The theme of The Importance of Taking Chances is again at the forefront of this group of chapters as Elsy determines what she should do with her life. In a conversation with Lyssa, who is similarly worrying about whether she should leave town or take the chance of confessing her love, Elsy tells her, “[I]t’s okay to not know how something is going to work out. If I’ve learned one thing about being here, it’s that it’s worth taking the chance even if it’s the wrong one. You’re worth that chance. And so am I” (252). Even though she wants to be with Anders and is scared of returning to the real world, Elsy learns that taking uncomfortable chances is the only way to move forward from the standstill of her life, one that she begins to fall into again when she considers staying in Eloraton. Elsy takes a chance on herself when she decides to leave, yet once she is back in the real world, she carries what she has learned with her. She starts standing up for herself when she cuts off a date who doesn’t take her interests seriously, asks for better classes to teach, and ultimately quits her job to pursue her dream of opening a bookstore. She finally begins to think, “I was tired of being stagnant […] I wanted to be a main character in my own life again” (282). As a whole, Elsy’s education in Eloraton helps her restart her life, putting herself first.

Along with taking a chance on herself, the most important thing Elsy learns in Eloraton is how to move on, speaking to the theme Life After Loss. When she begins taking chances, Elsy sees how her past with Liam doesn’t need to dictate her future. She was once too afraid to speak up for herself, but after being in Eloraton, she is able to finally talk to Pru about how she feels about their lives, and when she runs into Liam again at the opening of her bookstore, Elsy even admits, “I’m over it. I’ll do better” (291). When she moves on from her past, Elsy unfreezes the life she has been stuck in for the past few years.

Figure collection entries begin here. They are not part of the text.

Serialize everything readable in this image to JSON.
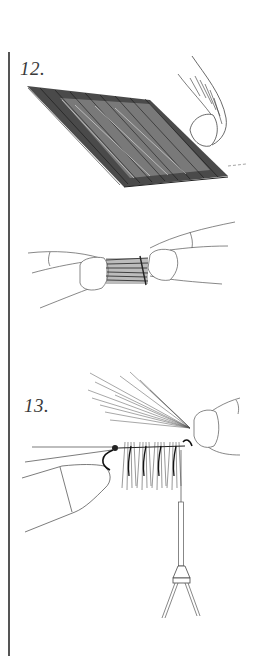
{
  "page": {
    "type": "instructional illustration",
    "background": "#ffffff",
    "ink_color": "#1a1a1a"
  },
  "steps": [
    {
      "number": "12.",
      "figures": [
        {
          "id": "fur-patch",
          "description": "Patch of hair/fur on hide held by fingertip"
        },
        {
          "id": "pinched-fur",
          "description": "Clump of fur pinched between two fingertips"
        }
      ]
    },
    {
      "number": "13.",
      "figures": [
        {
          "id": "fly-on-thread",
          "description": "Hair clumps tied along thread with fingers holding hackle fibers, bobbin hanging below"
        }
      ]
    }
  ]
}
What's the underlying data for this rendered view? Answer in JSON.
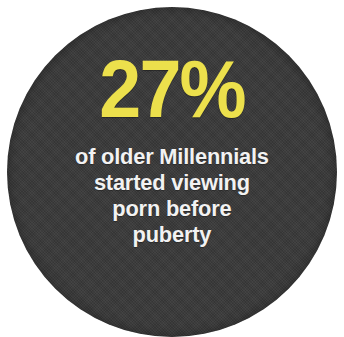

Also dealing with loss after Rachel’s death, Anders retreated into the world of Quixotic Falls, wanting to be somewhere where Rachel was still alive and things were exactly how she left it. He panicked when Elsy arrived in town and things started to change; he tells Elsy, “I was afraid that if this story was finished, that would be it—there would be no more stories, and no more Rachel—but I was wrong” (261). Like Elsy, Anders ultimately learns that nothing good can come of staying stuck in the past, where he is only a secondary character in someone else’s story. Instead, Anders learns that he wants to be a main character and live life not just as someone’s happy ending. Thus, The Positive Impacts of Fictional Stories is a clear throughline in this novel, with Poston focusing on the good things that can come from a deep love of fiction, from Elsy’s newfound confidence, to Anders’s healing and moving beyond his fiancée’s death, to the camaraderie and community found in the book club.

After she leaves Eloraton, Elsy starts to realize that a happy ending is not everything that she should be looking for, saying, “Maybe, in some stories, the ending didn’t matter as much as the journey” (277). Similarly, when she reflects on her life in the final sentences of the novel, Elsy notes how her life is “[n]ot perfect all the time, but real life was never meant to be perfect […] but it [i]s close. Because this story [i]s good, and it [i]s sweet. And it [i]s home” (300).